Further Info
This special production from CINECITY was part of the series of events to celebrate the centenary of the Duke of York’s Picturehouse. The UK’s oldest purpose-built cinema first opened its doors on 22 September 1910. Appropriately BRIGHTON ROCK UNSEEN has echoes of the earliest days of the cinema; the very first screening was in fact a ‘Pictureplay’, a series of still images presented with live voice and music.
On stage in a new dramatisation of the 1938 novel, 7 actors perform 17 roles to microphone in a live radio play complete with jazz-inflected score performed by a 6-piece ensemble. On the big screen recently rediscovered images from the classic 1947 film noir found in the archives, reveal the hidden details and drama behind one of the country’s best loved crime thrillers, the film that put Brighton on the movie map. Featuring scenes deleted from the final film, colour lobby cards, on-set portraits and close-ups of extras and passers-by, the audience is moved from BRIGHTON ROCK’s recognisable iconography to a less familiar visual landscape.
From the opening images of some of the 120 extras employed in the scene at Brighton station, it is clear this is a previously ‘unseen’ BRIGHTON ROCK; an exploration of the no-man’s land between novel and film, pre-war and post-war, between the imagination and an established classic.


Work to be completed -
All of the data below should be returned exactly.

Data extracts -
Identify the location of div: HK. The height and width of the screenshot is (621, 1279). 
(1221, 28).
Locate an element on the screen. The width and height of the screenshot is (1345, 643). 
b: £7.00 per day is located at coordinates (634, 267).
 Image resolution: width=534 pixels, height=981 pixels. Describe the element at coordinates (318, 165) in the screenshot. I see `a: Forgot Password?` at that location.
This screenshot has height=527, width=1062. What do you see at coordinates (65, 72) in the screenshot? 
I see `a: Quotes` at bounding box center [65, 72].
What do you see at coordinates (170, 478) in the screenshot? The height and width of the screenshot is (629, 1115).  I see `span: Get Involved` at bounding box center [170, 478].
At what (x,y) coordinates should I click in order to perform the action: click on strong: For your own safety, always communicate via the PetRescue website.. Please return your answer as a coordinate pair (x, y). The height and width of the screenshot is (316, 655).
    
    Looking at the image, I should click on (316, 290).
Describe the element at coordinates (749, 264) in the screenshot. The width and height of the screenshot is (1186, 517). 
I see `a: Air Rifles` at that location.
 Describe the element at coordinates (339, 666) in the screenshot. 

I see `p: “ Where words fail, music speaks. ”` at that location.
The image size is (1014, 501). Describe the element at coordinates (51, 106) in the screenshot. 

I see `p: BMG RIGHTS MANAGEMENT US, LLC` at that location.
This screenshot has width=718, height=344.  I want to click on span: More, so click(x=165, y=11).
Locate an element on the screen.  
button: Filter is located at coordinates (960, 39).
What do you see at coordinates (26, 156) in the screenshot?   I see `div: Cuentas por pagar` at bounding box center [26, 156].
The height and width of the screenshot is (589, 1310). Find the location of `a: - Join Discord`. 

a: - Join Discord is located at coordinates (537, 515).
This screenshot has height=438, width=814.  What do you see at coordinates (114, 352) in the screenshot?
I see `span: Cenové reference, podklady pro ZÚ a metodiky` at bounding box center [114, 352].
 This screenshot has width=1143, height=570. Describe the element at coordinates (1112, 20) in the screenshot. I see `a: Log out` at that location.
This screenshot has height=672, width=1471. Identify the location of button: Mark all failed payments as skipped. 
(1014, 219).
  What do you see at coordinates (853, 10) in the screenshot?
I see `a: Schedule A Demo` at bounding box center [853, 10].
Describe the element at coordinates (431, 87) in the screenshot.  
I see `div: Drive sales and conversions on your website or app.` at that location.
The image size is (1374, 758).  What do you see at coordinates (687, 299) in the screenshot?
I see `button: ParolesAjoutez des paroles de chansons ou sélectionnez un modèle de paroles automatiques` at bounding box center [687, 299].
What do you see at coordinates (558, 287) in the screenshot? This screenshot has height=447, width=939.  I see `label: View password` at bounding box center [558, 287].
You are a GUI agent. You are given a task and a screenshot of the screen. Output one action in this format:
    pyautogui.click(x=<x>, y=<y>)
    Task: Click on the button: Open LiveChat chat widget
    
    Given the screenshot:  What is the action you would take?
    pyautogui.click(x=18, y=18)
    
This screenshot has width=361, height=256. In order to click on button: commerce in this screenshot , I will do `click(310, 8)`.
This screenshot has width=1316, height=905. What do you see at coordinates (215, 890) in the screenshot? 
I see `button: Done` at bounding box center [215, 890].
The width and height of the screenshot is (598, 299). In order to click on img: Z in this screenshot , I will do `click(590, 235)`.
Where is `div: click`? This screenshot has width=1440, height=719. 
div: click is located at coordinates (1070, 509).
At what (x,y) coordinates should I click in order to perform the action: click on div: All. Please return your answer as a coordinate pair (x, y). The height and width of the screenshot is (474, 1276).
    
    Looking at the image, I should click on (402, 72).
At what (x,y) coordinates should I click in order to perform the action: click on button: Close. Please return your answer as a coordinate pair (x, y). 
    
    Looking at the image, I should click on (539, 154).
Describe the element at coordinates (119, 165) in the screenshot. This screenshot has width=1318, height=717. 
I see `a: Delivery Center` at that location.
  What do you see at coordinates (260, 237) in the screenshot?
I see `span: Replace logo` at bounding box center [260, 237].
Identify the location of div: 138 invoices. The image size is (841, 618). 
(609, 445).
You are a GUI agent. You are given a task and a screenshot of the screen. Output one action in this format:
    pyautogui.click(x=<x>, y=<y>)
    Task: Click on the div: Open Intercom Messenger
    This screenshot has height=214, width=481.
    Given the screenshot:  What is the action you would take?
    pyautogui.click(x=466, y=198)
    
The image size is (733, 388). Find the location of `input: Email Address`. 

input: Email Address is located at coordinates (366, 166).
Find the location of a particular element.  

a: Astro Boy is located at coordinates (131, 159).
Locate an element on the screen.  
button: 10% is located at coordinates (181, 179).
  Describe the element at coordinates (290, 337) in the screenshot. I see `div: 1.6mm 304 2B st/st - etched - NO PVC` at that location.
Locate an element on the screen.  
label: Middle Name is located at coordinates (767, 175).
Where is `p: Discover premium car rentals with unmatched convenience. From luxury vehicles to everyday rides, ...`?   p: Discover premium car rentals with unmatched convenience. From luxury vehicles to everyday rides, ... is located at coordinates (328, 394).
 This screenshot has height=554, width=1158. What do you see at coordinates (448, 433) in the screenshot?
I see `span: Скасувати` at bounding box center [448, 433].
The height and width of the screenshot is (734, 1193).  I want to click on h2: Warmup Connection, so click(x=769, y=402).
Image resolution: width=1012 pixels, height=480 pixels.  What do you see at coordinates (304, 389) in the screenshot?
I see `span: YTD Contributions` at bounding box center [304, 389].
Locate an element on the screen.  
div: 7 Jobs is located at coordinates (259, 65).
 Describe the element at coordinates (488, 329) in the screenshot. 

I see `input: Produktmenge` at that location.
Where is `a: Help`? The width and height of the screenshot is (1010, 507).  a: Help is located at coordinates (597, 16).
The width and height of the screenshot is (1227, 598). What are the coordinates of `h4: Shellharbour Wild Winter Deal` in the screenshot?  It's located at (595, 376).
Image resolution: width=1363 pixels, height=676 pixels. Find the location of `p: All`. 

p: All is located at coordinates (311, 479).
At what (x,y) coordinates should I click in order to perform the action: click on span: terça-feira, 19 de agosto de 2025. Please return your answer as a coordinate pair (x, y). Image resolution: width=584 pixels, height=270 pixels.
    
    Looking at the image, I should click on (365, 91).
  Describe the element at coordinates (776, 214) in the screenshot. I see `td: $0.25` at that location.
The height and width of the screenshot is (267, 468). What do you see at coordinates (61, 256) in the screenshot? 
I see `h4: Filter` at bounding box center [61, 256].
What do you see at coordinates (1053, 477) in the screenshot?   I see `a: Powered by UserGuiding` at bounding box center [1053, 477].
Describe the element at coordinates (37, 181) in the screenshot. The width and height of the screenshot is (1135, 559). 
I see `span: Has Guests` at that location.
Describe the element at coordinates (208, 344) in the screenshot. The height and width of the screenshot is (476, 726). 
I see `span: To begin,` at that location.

Answer section -
Identify the location of div: HK. The height and width of the screenshot is (621, 1279). 
(1221, 28).
Locate an element on the screen. The width and height of the screenshot is (1345, 643). 
b: £7.00 per day is located at coordinates (634, 267).
 Image resolution: width=534 pixels, height=981 pixels. Describe the element at coordinates (318, 165) in the screenshot. I see `a: Forgot Password?` at that location.
This screenshot has height=527, width=1062. What do you see at coordinates (65, 72) in the screenshot? 
I see `a: Quotes` at bounding box center [65, 72].
What do you see at coordinates (170, 478) in the screenshot? The height and width of the screenshot is (629, 1115).  I see `span: Get Involved` at bounding box center [170, 478].
At what (x,y) coordinates should I click in order to perform the action: click on strong: For your own safety, always communicate via the PetRescue website.. Please return your answer as a coordinate pair (x, y). The height and width of the screenshot is (316, 655).
    
    Looking at the image, I should click on (316, 290).
Describe the element at coordinates (749, 264) in the screenshot. The width and height of the screenshot is (1186, 517). 
I see `a: Air Rifles` at that location.
 Describe the element at coordinates (339, 666) in the screenshot. 

I see `p: “ Where words fail, music speaks. ”` at that location.
The image size is (1014, 501). Describe the element at coordinates (51, 106) in the screenshot. 

I see `p: BMG RIGHTS MANAGEMENT US, LLC` at that location.
This screenshot has width=718, height=344.  I want to click on span: More, so click(x=165, y=11).
Locate an element on the screen.  
button: Filter is located at coordinates (960, 39).
What do you see at coordinates (26, 156) in the screenshot?   I see `div: Cuentas por pagar` at bounding box center [26, 156].
The height and width of the screenshot is (589, 1310). Find the location of `a: - Join Discord`. 

a: - Join Discord is located at coordinates (537, 515).
This screenshot has height=438, width=814.  What do you see at coordinates (114, 352) in the screenshot?
I see `span: Cenové reference, podklady pro ZÚ a metodiky` at bounding box center [114, 352].
 This screenshot has width=1143, height=570. Describe the element at coordinates (1112, 20) in the screenshot. I see `a: Log out` at that location.
This screenshot has height=672, width=1471. Identify the location of button: Mark all failed payments as skipped. 
(1014, 219).
  What do you see at coordinates (853, 10) in the screenshot?
I see `a: Schedule A Demo` at bounding box center [853, 10].
Describe the element at coordinates (431, 87) in the screenshot.  
I see `div: Drive sales and conversions on your website or app.` at that location.
The image size is (1374, 758).  What do you see at coordinates (687, 299) in the screenshot?
I see `button: ParolesAjoutez des paroles de chansons ou sélectionnez un modèle de paroles automatiques` at bounding box center [687, 299].
What do you see at coordinates (558, 287) in the screenshot? This screenshot has height=447, width=939.  I see `label: View password` at bounding box center [558, 287].
You are a GUI agent. You are given a task and a screenshot of the screen. Output one action in this format:
    pyautogui.click(x=<x>, y=<y>)
    Task: Click on the button: Open LiveChat chat widget
    
    Given the screenshot:  What is the action you would take?
    pyautogui.click(x=18, y=18)
    
This screenshot has width=361, height=256. In order to click on button: commerce in this screenshot , I will do `click(310, 8)`.
This screenshot has width=1316, height=905. What do you see at coordinates (215, 890) in the screenshot? 
I see `button: Done` at bounding box center [215, 890].
The width and height of the screenshot is (598, 299). In order to click on img: Z in this screenshot , I will do `click(590, 235)`.
Where is `div: click`? This screenshot has width=1440, height=719. 
div: click is located at coordinates (1070, 509).
At what (x,y) coordinates should I click in order to perform the action: click on div: All. Please return your answer as a coordinate pair (x, y). The height and width of the screenshot is (474, 1276).
    
    Looking at the image, I should click on (402, 72).
At what (x,y) coordinates should I click in order to perform the action: click on button: Close. Please return your answer as a coordinate pair (x, y). 
    
    Looking at the image, I should click on (539, 154).
Describe the element at coordinates (119, 165) in the screenshot. This screenshot has width=1318, height=717. 
I see `a: Delivery Center` at that location.
  What do you see at coordinates (260, 237) in the screenshot?
I see `span: Replace logo` at bounding box center [260, 237].
Identify the location of div: 138 invoices. The image size is (841, 618). 
(609, 445).
You are a GUI agent. You are given a task and a screenshot of the screen. Output one action in this format:
    pyautogui.click(x=<x>, y=<y>)
    Task: Click on the div: Open Intercom Messenger
    This screenshot has height=214, width=481.
    Given the screenshot:  What is the action you would take?
    pyautogui.click(x=466, y=198)
    
The image size is (733, 388). Find the location of `input: Email Address`. 

input: Email Address is located at coordinates (366, 166).
Find the location of a particular element.  

a: Astro Boy is located at coordinates (131, 159).
Locate an element on the screen.  
button: 10% is located at coordinates (181, 179).
  Describe the element at coordinates (290, 337) in the screenshot. I see `div: 1.6mm 304 2B st/st - etched - NO PVC` at that location.
Locate an element on the screen.  
label: Middle Name is located at coordinates (767, 175).
Where is `p: Discover premium car rentals with unmatched convenience. From luxury vehicles to everyday rides, ...`?   p: Discover premium car rentals with unmatched convenience. From luxury vehicles to everyday rides, ... is located at coordinates (328, 394).
 This screenshot has height=554, width=1158. What do you see at coordinates (448, 433) in the screenshot?
I see `span: Скасувати` at bounding box center [448, 433].
The height and width of the screenshot is (734, 1193).  I want to click on h2: Warmup Connection, so click(x=769, y=402).
Image resolution: width=1012 pixels, height=480 pixels.  What do you see at coordinates (304, 389) in the screenshot?
I see `span: YTD Contributions` at bounding box center [304, 389].
Locate an element on the screen.  
div: 7 Jobs is located at coordinates (259, 65).
 Describe the element at coordinates (488, 329) in the screenshot. 

I see `input: Produktmenge` at that location.
Where is `a: Help`? The width and height of the screenshot is (1010, 507).  a: Help is located at coordinates (597, 16).
The width and height of the screenshot is (1227, 598). What are the coordinates of `h4: Shellharbour Wild Winter Deal` in the screenshot?  It's located at (595, 376).
Image resolution: width=1363 pixels, height=676 pixels. Find the location of `p: All`. 

p: All is located at coordinates (311, 479).
At what (x,y) coordinates should I click in order to perform the action: click on span: terça-feira, 19 de agosto de 2025. Please return your answer as a coordinate pair (x, y). Image resolution: width=584 pixels, height=270 pixels.
    
    Looking at the image, I should click on (365, 91).
  Describe the element at coordinates (776, 214) in the screenshot. I see `td: $0.25` at that location.
The height and width of the screenshot is (267, 468). What do you see at coordinates (61, 256) in the screenshot? 
I see `h4: Filter` at bounding box center [61, 256].
What do you see at coordinates (1053, 477) in the screenshot?   I see `a: Powered by UserGuiding` at bounding box center [1053, 477].
Describe the element at coordinates (37, 181) in the screenshot. The width and height of the screenshot is (1135, 559). 
I see `span: Has Guests` at that location.
Describe the element at coordinates (208, 344) in the screenshot. The height and width of the screenshot is (476, 726). 
I see `span: To begin,` at that location.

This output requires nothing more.